Performance Optimization:

  1. Message Batching: Reduce WebSocket overhead

    • Batch up to 10 messages or 100ms window
    • Send single WebSocket frame with array of updates
    • Reduces protocol overhead by 60-70%
  2. Compression: Enable WebSocket compression

    • Use permessage-deflate extension
    • Reduces bandwidth by 40-60% for JSON messages
    • Trade-off: Slight CPU increase for compression
  3. Selective Updates: Send only changed fields

    • Track previous state per vehicle
    • Send delta updates (only changed fields)
    • Reduces message size by 80% for status updates

Monitoring and Alerting:

Key metrics:

  • Active WebSocket connections (gauge)
  • MQTT messages received (counter)
  • WebSocket messages sent (counter)
  • Message latency (histogram): MQTT receive → WebSocket send
  • Connection churn rate (gauge): connects + disconnects per minute

Alert conditions:

  • WebSocket connections drop >20%: Indicates client issues or server problems
  • Message latency >500ms: Processing bottleneck or network issues
  • Connection churn >50/min: Network instability or client bugs
  • MQTT message rate drop >30%: Vehicle connectivity issues

Results:

This architecture delivers:

  • <1 second latency from vehicle to dashboard (99th percentile)
  • Supports 500+ vehicles and 100+ concurrent dashboard users
  • 99.9% message delivery reliability
  • Scales horizontally by adding Node-RED instances
  • Handles network disruptions gracefully with reconnection logic

Operational Benefits:

  • Dispatchers respond to vehicle issues 60x faster (1s vs. 60s)
  • Reduced fuel costs: Real-time route optimization based on traffic/conditions
  • Improved customer satisfaction: Accurate ETAs updated in real-time
  • Enhanced safety: Immediate alerts for vehicle malfunctions or accidents
  • Better resource utilization: Dynamic vehicle assignment based on real-time location

This real-time dashboard architecture has become the foundation for our fleet management platform, demonstrating the power of combining MQTT, Node-RED, and WebSockets for instant IoT data visualization.

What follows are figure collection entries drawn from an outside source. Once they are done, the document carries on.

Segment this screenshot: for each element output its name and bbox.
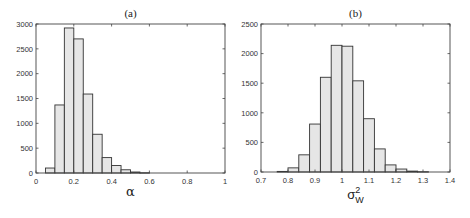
y-tick-label: 1500 [16, 94, 33, 103]
y-tick-label: 500 [245, 138, 258, 147]
x-axis-label-base: σ [347, 187, 355, 202]
x-tick-label: 1.2 [391, 176, 401, 185]
histogram-bar [385, 165, 396, 172]
histogram-bar [121, 170, 130, 173]
y-tick-label: 2000 [16, 69, 33, 78]
histogram-bar [45, 168, 54, 173]
x-tick-label: 0.4 [106, 177, 116, 186]
y-tick-label: 2500 [16, 45, 33, 54]
histogram-bar [320, 77, 331, 172]
histogram-bar [83, 94, 92, 173]
x-tick-label: 1.1 [364, 176, 374, 185]
histogram-panel-b: (b) 0.70.80.911.11.21.31.405001000150020… [241, 7, 455, 205]
histogram-bar [93, 134, 102, 173]
x-axis-label-alpha: α [126, 184, 135, 199]
histogram-bar [299, 155, 310, 172]
x-axis-label-superscript: 2 [355, 185, 360, 195]
bars-alpha [45, 28, 149, 173]
y-tick-label: 0 [29, 169, 33, 178]
y-tick-label: 3000 [16, 20, 33, 29]
y-tick-label: 0 [254, 168, 258, 177]
panel-title-a: (a) [124, 7, 137, 20]
x-tick-label: 0 [34, 177, 38, 186]
histogram-bar [64, 28, 73, 173]
y-tick-label: 500 [20, 144, 33, 153]
panel-title-b: (b) [349, 7, 362, 20]
x-axis-label-sigma-w-squared: σ2W [347, 185, 364, 205]
histogram-bar [112, 166, 121, 173]
x-tick-label: 0.7 [256, 176, 266, 185]
y-tick-label: 1000 [241, 109, 258, 118]
y-tick-label: 1500 [241, 79, 258, 88]
histogram-bar [374, 149, 385, 172]
x-tick-label: 1.4 [445, 176, 455, 185]
y-tick-label: 2000 [241, 49, 258, 58]
x-tick-label: 1 [340, 176, 344, 185]
x-tick-label: 0.6 [144, 177, 154, 186]
histogram-bar [288, 168, 299, 172]
histogram-bar [55, 105, 64, 173]
x-axis-label-subscript: W [355, 195, 364, 205]
x-tick-label: 0.9 [310, 176, 320, 185]
x-tick-label: 0.8 [182, 177, 192, 186]
histogram-bar [102, 158, 111, 173]
x-tick-label: 0.2 [69, 177, 79, 186]
histogram-bar [310, 124, 321, 172]
x-tick-label: 0.8 [283, 176, 293, 185]
histogram-bar [331, 45, 342, 172]
histogram-bar [342, 46, 353, 172]
histogram-panel-a: (a) 00.20.40.60.810500100015002000250030… [16, 7, 227, 199]
histogram-bar [74, 39, 83, 173]
histogram-bar [353, 81, 364, 172]
bars-sigma-w-squared [277, 45, 428, 172]
histogram-figure: (a) 00.20.40.60.810500100015002000250030… [0, 0, 470, 218]
axes-alpha: 00.20.40.60.81050010001500200025003000 [16, 20, 227, 186]
x-tick-label: 1.3 [418, 176, 428, 185]
y-tick-label: 2500 [241, 20, 258, 29]
x-tick-label: 1 [223, 177, 227, 186]
histogram-bar [364, 119, 375, 172]
y-tick-label: 1000 [16, 119, 33, 128]
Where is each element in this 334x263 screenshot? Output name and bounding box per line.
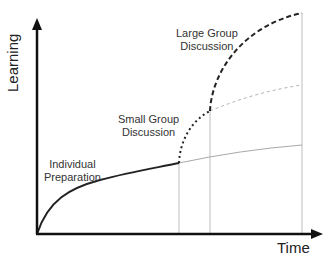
individual-preparation-label: Individual Preparation — [44, 158, 101, 184]
large-group-discussion-label: Large Group Discussion — [176, 27, 238, 53]
small-group-continuation-curve — [210, 85, 302, 111]
y-axis-label: Learning — [4, 34, 21, 92]
individual-continuation-curve — [179, 145, 302, 163]
x-axis-label: Time — [277, 239, 310, 256]
small-group-discussion-curve — [179, 111, 210, 163]
x-axis-arrow-icon — [311, 229, 323, 239]
learning-diagram: Learning Time Individual Preparation Sma… — [0, 0, 334, 263]
y-axis-arrow-icon — [32, 18, 42, 30]
small-group-discussion-label: Small Group Discussion — [118, 113, 179, 139]
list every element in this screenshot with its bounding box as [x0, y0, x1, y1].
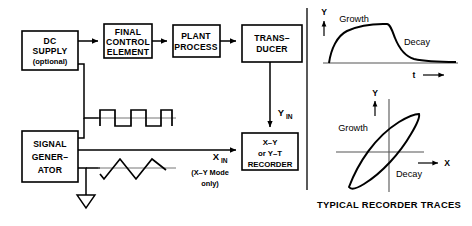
block-plant-process-line1: PLANT [181, 31, 211, 41]
traces-caption: TYPICAL RECORDER TRACES [317, 199, 461, 210]
signal-label-y-in-base: Y [278, 107, 285, 118]
block-transducer-line2: DUCER [256, 44, 288, 54]
triangle-wave-icon [98, 159, 176, 179]
block-signal-generator-line2: GENER– [32, 152, 69, 162]
chart-hysteresis-loop: Y Growth Decay X [336, 88, 450, 192]
block-final-control-element-line1: FINAL [115, 27, 141, 37]
block-final-control-element[interactable]: FINAL CONTROL ELEMENT [104, 24, 152, 58]
mode-note-line2: only) [201, 179, 219, 188]
signal-label-x-in: X IN [213, 151, 228, 164]
signal-label-y-in-sub: IN [286, 113, 293, 120]
block-signal-generator-line3: ATOR [38, 165, 63, 175]
wire-dc-supply-tap [78, 64, 100, 118]
chart-growth-decay-vs-time: Y Growth Decay t [321, 7, 458, 80]
mode-note: (X–Y Mode only) [191, 168, 229, 188]
diagram-root: DC SUPPLY (optional) FINAL CONTROL ELEME… [0, 0, 472, 226]
bottom-chart-decay-label: Decay [396, 169, 422, 179]
block-plant-process[interactable]: PLANT PROCESS [173, 25, 220, 57]
wire-siggen-square-out [78, 118, 84, 138]
block-recorder-line3: RECORDER [248, 160, 293, 169]
top-chart-x-axis-label: t [413, 70, 416, 80]
bottom-chart-x-axis-label: X [444, 158, 450, 168]
diagram-canvas: DC SUPPLY (optional) FINAL CONTROL ELEME… [0, 0, 472, 226]
block-dc-supply[interactable]: DC SUPPLY (optional) [22, 31, 78, 70]
block-final-control-element-line2: CONTROL [106, 37, 150, 47]
block-transducer-line1: TRANS– [254, 33, 290, 43]
block-dc-supply-line2: SUPPLY [33, 46, 68, 56]
block-recorder-line1: X–Y [263, 138, 279, 147]
block-dc-supply-line1: DC [44, 36, 57, 46]
ground-symbol [77, 195, 95, 208]
top-chart-growth-label: Growth [339, 14, 369, 24]
block-plant-process-line2: PROCESS [174, 42, 217, 52]
mode-note-line1: (X–Y Mode [191, 168, 229, 177]
signal-label-y-in: Y IN [278, 107, 293, 120]
block-signal-generator[interactable]: SIGNAL GENER– ATOR [22, 131, 78, 182]
block-signal-generator-line1: SIGNAL [33, 139, 67, 149]
block-dc-supply-line3: (optional) [33, 57, 68, 66]
bottom-chart-y-axis-label: Y [372, 88, 378, 98]
block-recorder[interactable]: X–Y or Y–T RECORDER [242, 133, 298, 170]
top-chart-trace [329, 24, 456, 63]
square-wave-icon [98, 110, 176, 126]
top-chart-y-axis-label: Y [321, 7, 327, 17]
block-plant-process-rect [173, 25, 220, 57]
block-recorder-line2: or Y–T [258, 149, 282, 158]
top-chart-decay-label: Decay [404, 37, 430, 47]
block-final-control-element-line3: ELEMENT [107, 47, 150, 57]
wire-siggen-triangle-out [78, 168, 100, 195]
bottom-chart-growth-label: Growth [338, 123, 368, 133]
signal-label-x-in-sub: IN [221, 157, 228, 164]
block-transducer[interactable]: TRANS– DUCER [242, 25, 302, 62]
signal-label-x-in-base: X [213, 151, 220, 162]
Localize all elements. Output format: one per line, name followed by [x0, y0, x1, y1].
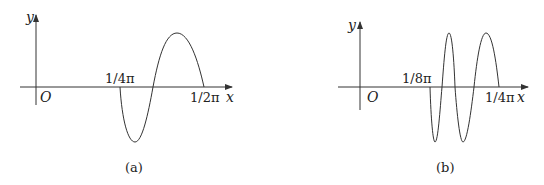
panel-a: y O 1/4π 1/2π x (a): [20, 9, 234, 175]
diagram-canvas: y O 1/4π 1/2π x (a) y O 1/8π 1/4π x (b): [0, 0, 544, 185]
origin-label-a: O: [40, 89, 52, 105]
caption-b: (b): [436, 160, 454, 175]
x-label-b: x: [517, 89, 525, 105]
tick-end-b: 1/4π: [485, 90, 515, 105]
panel-b: y O 1/8π 1/4π x (b): [338, 17, 528, 175]
tick-start-b: 1/8π: [402, 71, 432, 86]
y-label-b: y: [347, 17, 357, 33]
tick-end-a: 1/2π: [190, 90, 220, 105]
diagram-svg: y O 1/4π 1/2π x (a) y O 1/8π 1/4π x (b): [0, 0, 544, 185]
origin-label-b: O: [367, 89, 379, 105]
tick-start-a: 1/4π: [105, 71, 135, 86]
x-label-a: x: [226, 89, 234, 105]
y-label-a: y: [25, 9, 35, 25]
caption-a: (a): [125, 160, 143, 175]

We used hierarchical MQTT topics: fleet/{vehicle_id}/status for each vehicle. Node-RED subscribes to fleet/+/status (wildcard) to receive all vehicle updates. For WebSocket scaling, we deployed multiple Node-RED instances behind an NGINX load balancer with sticky sessions. Each instance handles 30-40 WebSocket connections. NGINX distributes new connections round-robin. This architecture scales to 200+ concurrent users without performance degradation.

Nice architecture! One optimization suggestion: implement message filtering in Node-RED so dashboards only receive relevant updates. If a dispatcher is viewing 10 specific vehicles, don’t send updates for all 500 vehicles. We implemented subscription-based filtering where the dashboard sends a list of vehicle IDs it’s interested in, and Node-RED only forwards matching messages. This reduces WebSocket bandwidth by 90% and improves dashboard responsiveness.

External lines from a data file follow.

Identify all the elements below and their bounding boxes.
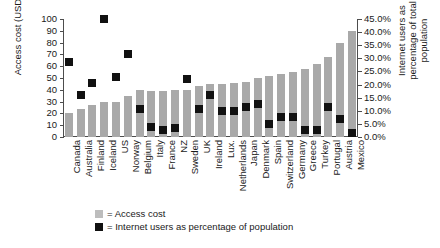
y-tick-label-left: 80 bbox=[46, 38, 57, 48]
x-axis-label: Australia bbox=[84, 140, 94, 177]
bar-group bbox=[193, 19, 205, 137]
y-tick-label-left: 90 bbox=[46, 26, 57, 36]
bar-group bbox=[98, 19, 110, 137]
bar bbox=[324, 57, 332, 137]
legend-item-access-cost: = Access cost bbox=[95, 207, 293, 220]
y-tick-label-right: 10.0% bbox=[364, 106, 391, 116]
y-tick-right bbox=[358, 98, 362, 99]
data-point-marker bbox=[171, 124, 179, 132]
bar-group bbox=[299, 19, 311, 137]
bar bbox=[65, 113, 73, 137]
y-tick-label-left: 60 bbox=[46, 61, 57, 71]
bar-group bbox=[216, 19, 228, 137]
bar bbox=[112, 102, 120, 137]
bar bbox=[277, 74, 285, 137]
y-tick-label-left: 10 bbox=[46, 120, 57, 130]
y-tick-label-right: 30.0% bbox=[364, 53, 391, 63]
y-tick-left bbox=[60, 137, 64, 138]
data-point-marker bbox=[206, 91, 214, 99]
y-tick-label-left: 30 bbox=[46, 97, 57, 107]
y-tick-label-left: 0 bbox=[52, 132, 57, 142]
data-point-marker bbox=[218, 107, 226, 115]
data-point-marker bbox=[136, 105, 144, 113]
data-point-marker bbox=[301, 126, 309, 134]
x-axis-label: Netherlands bbox=[238, 140, 248, 191]
y-tick-label-left: 40 bbox=[46, 85, 57, 95]
y-axis-left-title: Access cost (USD) bbox=[12, 0, 23, 91]
bar-group bbox=[287, 19, 299, 137]
bar-group bbox=[252, 19, 264, 137]
y-tick-label-right: 0.0% bbox=[364, 132, 386, 142]
bar bbox=[77, 109, 85, 137]
data-point-marker bbox=[254, 100, 262, 108]
series-container bbox=[63, 19, 358, 137]
x-axis-label: Turkey bbox=[320, 140, 330, 169]
x-axis-label: Norway bbox=[131, 140, 141, 172]
x-axis-label: Finland bbox=[96, 140, 106, 171]
gray-square-icon bbox=[95, 210, 103, 218]
bar-group bbox=[169, 19, 181, 137]
y-tick-label-right: 25.0% bbox=[364, 66, 391, 76]
plot-area: 0102030405060708090100 0.0%5.0%10.0%15.0… bbox=[63, 19, 358, 137]
y-tick-right bbox=[358, 85, 362, 86]
bar-group bbox=[311, 19, 323, 137]
x-axis-label: Ireland bbox=[214, 140, 224, 169]
chart-legend: = Access cost = Internet users as percen… bbox=[95, 207, 293, 233]
bar-group bbox=[334, 19, 346, 137]
x-axis-label: US bbox=[120, 140, 130, 153]
bar-group bbox=[146, 19, 158, 137]
x-axis-label: Italy bbox=[155, 140, 165, 157]
bar-group bbox=[87, 19, 99, 137]
bar-group bbox=[323, 19, 335, 137]
y-tick-label-left: 70 bbox=[46, 49, 57, 59]
data-point-marker bbox=[277, 113, 285, 121]
y-tick-right bbox=[358, 71, 362, 72]
x-axis-label: Denmark bbox=[261, 140, 271, 179]
x-axis-labels: CanadaAustraliaFinlandIcelandUSNorwayBel… bbox=[63, 140, 358, 202]
bar bbox=[100, 102, 108, 137]
x-axis-label: Japan bbox=[249, 140, 259, 166]
x-axis-label: NZ bbox=[179, 140, 189, 153]
bar-group bbox=[346, 19, 358, 137]
x-axis-label: Switzerland bbox=[285, 140, 295, 189]
y-tick-label-right: 35.0% bbox=[364, 40, 391, 50]
data-point-marker bbox=[230, 107, 238, 115]
bar bbox=[88, 105, 96, 137]
legend-label-access-cost: = Access cost bbox=[107, 207, 165, 220]
y-tick-label-right: 40.0% bbox=[364, 27, 391, 37]
data-point-marker bbox=[159, 126, 167, 134]
data-point-marker bbox=[100, 15, 108, 23]
y-tick-label-right: 20.0% bbox=[364, 80, 391, 90]
x-axis-label: UK bbox=[202, 140, 212, 153]
bar bbox=[289, 72, 297, 137]
data-point-marker bbox=[124, 50, 132, 58]
chart-figure: Access cost (USD) Internet users as perc… bbox=[0, 0, 440, 248]
data-point-marker bbox=[112, 73, 120, 81]
x-axis-label: Mexico bbox=[356, 140, 366, 170]
y-tick-right bbox=[358, 124, 362, 125]
bar bbox=[348, 31, 356, 137]
bar-group bbox=[63, 19, 75, 137]
legend-item-internet-users: = Internet users as percentage of popula… bbox=[95, 220, 293, 233]
y-tick-right bbox=[358, 137, 362, 138]
bar-group bbox=[75, 19, 87, 137]
x-axis-label: Germany bbox=[297, 140, 307, 179]
y-tick-label-left: 50 bbox=[46, 73, 57, 83]
data-point-marker bbox=[313, 126, 321, 134]
bar-group bbox=[275, 19, 287, 137]
bar-group bbox=[264, 19, 276, 137]
data-point-marker bbox=[324, 103, 332, 111]
black-square-icon bbox=[95, 223, 103, 231]
data-point-marker bbox=[65, 58, 73, 66]
y-tick-label-right: 5.0% bbox=[364, 119, 386, 129]
bar-group bbox=[110, 19, 122, 137]
x-axis-label: Spain bbox=[273, 140, 283, 164]
bar-group bbox=[122, 19, 134, 137]
y-tick-right bbox=[358, 111, 362, 112]
data-point-marker bbox=[289, 113, 297, 121]
bar bbox=[336, 43, 344, 137]
y-tick-right bbox=[358, 19, 362, 20]
y-tick-label-right: 45.0% bbox=[364, 14, 391, 24]
x-axis-label: Austria bbox=[344, 140, 354, 170]
y-tick-label-left: 20 bbox=[46, 108, 57, 118]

How do you handle WebSocket disconnections and reconnections? Network issues can cause frequent disconnects, and you need to ensure the dashboard doesn’t miss critical updates during reconnection. We implement a message queue on the server side that buffers the last 100 messages per vehicle. When a dashboard reconnects, it requests missed messages based on last received timestamp. This ensures data continuity even with unreliable connections.